In her final chapter on belonging, Rubio returns to the question at the heart of the book. Is it possible for a Catholic feminist to find a home—spiritually, liturgically, politically, and theologically—in the Roman Catholic Church? In the end, she argues that many Catholic feminists make a choice, informed by their consciences, to remain in the church. “Seeing what she sees, conscious of the limits of the church, feminism, and herself, she cannot have the ‘purity’ of uncomplicated belonging, but she can forge her own, more complex path with consciousness and joy” (201-202).
The strength of this book lies in Rubio’s commitment to critical engagement with both secular feminism and Catholic theology. In working to find common ground, she notes the places where each perspective “gets it right,” where each fails to see something important, and what each contributes to an ongoing conversation. Moreover, Rubio brings multiple perspectives from each “side” into the conversation, engaging not only a wide variety of secular feminists on a host of issues, but noting the ways in which church teaching and practice is taken up in many different ways by Catholic women. She engages the important resources of Catholic theology and ethics, key works in feminist theology and theory, and good socio-scientific data. This richly resourced text is wide-ranging and carefully researched. Particularly helpful in this regard is her engagement with new orthodox feminists within the Catholic perspective; while their perspectives on and interpretations of Catholic teaching differ from those of other Catholic feminists, they bring an important voice that insists on both fidelity to church teaching and equality for women in work and family.
This book is a welcome addition to both graduate and advanced undergraduate Catholic theological education and would serve as a particularly useful introductory text for courses considering Catholic feminist theologies. Because of its readable and engaging style, it is also highly accessible for a general lay audience, perhaps in a parish reading group. Rubio’s contribution to the conversation between feminism and Catholicism helps us to close the perceived divide between these two approaches to finding justice, community, and care. And, perhaps, it will encourage a new generation of Catholic theologians to name themselves explicitly as Catholic feminists.
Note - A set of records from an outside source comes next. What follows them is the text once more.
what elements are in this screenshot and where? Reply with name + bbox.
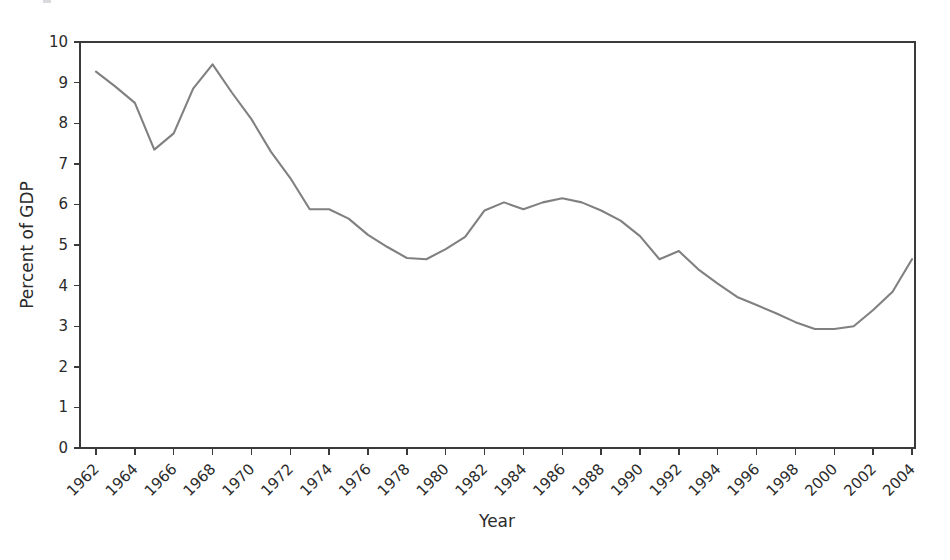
y-tick-label: 6 — [58, 195, 68, 213]
y-tick-label: 10 — [49, 33, 68, 51]
chart-container: 012345678910 196219641966196819701972197… — [0, 0, 950, 560]
x-tick-label: 1992 — [646, 460, 686, 500]
data-series-percent-of-gdp — [96, 64, 912, 329]
x-axis-title: Year — [478, 511, 515, 531]
x-tick-label: 1988 — [568, 460, 608, 500]
x-tick-label: 1966 — [141, 460, 181, 500]
line-chart: 012345678910 196219641966196819701972197… — [0, 0, 950, 560]
plot-frame — [80, 42, 915, 448]
x-tick-label: 1990 — [607, 460, 647, 500]
x-tick-label: 1968 — [180, 460, 220, 500]
x-tick-label: 1976 — [335, 460, 375, 500]
y-tick-label: 2 — [58, 358, 68, 376]
y-axis: 012345678910 — [49, 33, 80, 457]
x-tick-label: 1996 — [724, 460, 764, 500]
x-tick-label: 1964 — [102, 460, 142, 500]
y-tick-label: 5 — [58, 236, 68, 254]
y-tick-label: 7 — [58, 155, 68, 173]
y-tick-label: 0 — [58, 439, 68, 457]
plot-box — [80, 42, 915, 448]
x-tick-label: 1986 — [529, 460, 569, 500]
x-tick-label: 2000 — [801, 460, 841, 500]
x-axis: 1962196419661968197019721974197619781980… — [63, 448, 919, 500]
x-tick-label: 2002 — [840, 460, 880, 500]
x-tick-label: 1974 — [296, 460, 336, 500]
x-tick-label: 1984 — [491, 460, 531, 500]
x-tick-label: 1994 — [685, 460, 725, 500]
x-tick-label: 1962 — [63, 460, 103, 500]
y-tick-label: 3 — [58, 317, 68, 335]
x-tick-label: 2004 — [879, 460, 919, 500]
x-tick-label: 1982 — [452, 460, 492, 500]
y-tick-label: 1 — [58, 398, 68, 416]
x-tick-label: 1980 — [413, 460, 453, 500]
x-tick-label: 1998 — [763, 460, 803, 500]
x-tick-label: 1970 — [219, 460, 259, 500]
y-tick-label: 9 — [58, 74, 68, 92]
y-tick-label: 8 — [58, 114, 68, 132]
x-tick-label: 1972 — [257, 460, 297, 500]
top-crop-artifact — [43, 0, 51, 3]
y-tick-label: 4 — [58, 277, 68, 295]
y-axis-title: Percent of GDP — [17, 181, 37, 309]
x-tick-label: 1978 — [374, 460, 414, 500]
Cynthia L. Cameron is assistant professor of religious education and holds the Patrick and Barbara Keenan Chair of Religious Education at the University of St. Michael’s College in the University of Toronto.
Cynthia CameronDate Of Review:September 20, 2024
Julie Hanlon Rubio is Shea-Heusaman Professor Christian Social Ethics at Jesuit School of Theology of Santa Clara University in Berkeley, California, and previously served on the faculty at St. Louis University for nearly two decades. Her research and writing focus on family, sexuality, feminism, and politics. She is the author or editor of six books, including Hope for Common Ground: Mediating the Personal and the Political in a Divided Church (2016).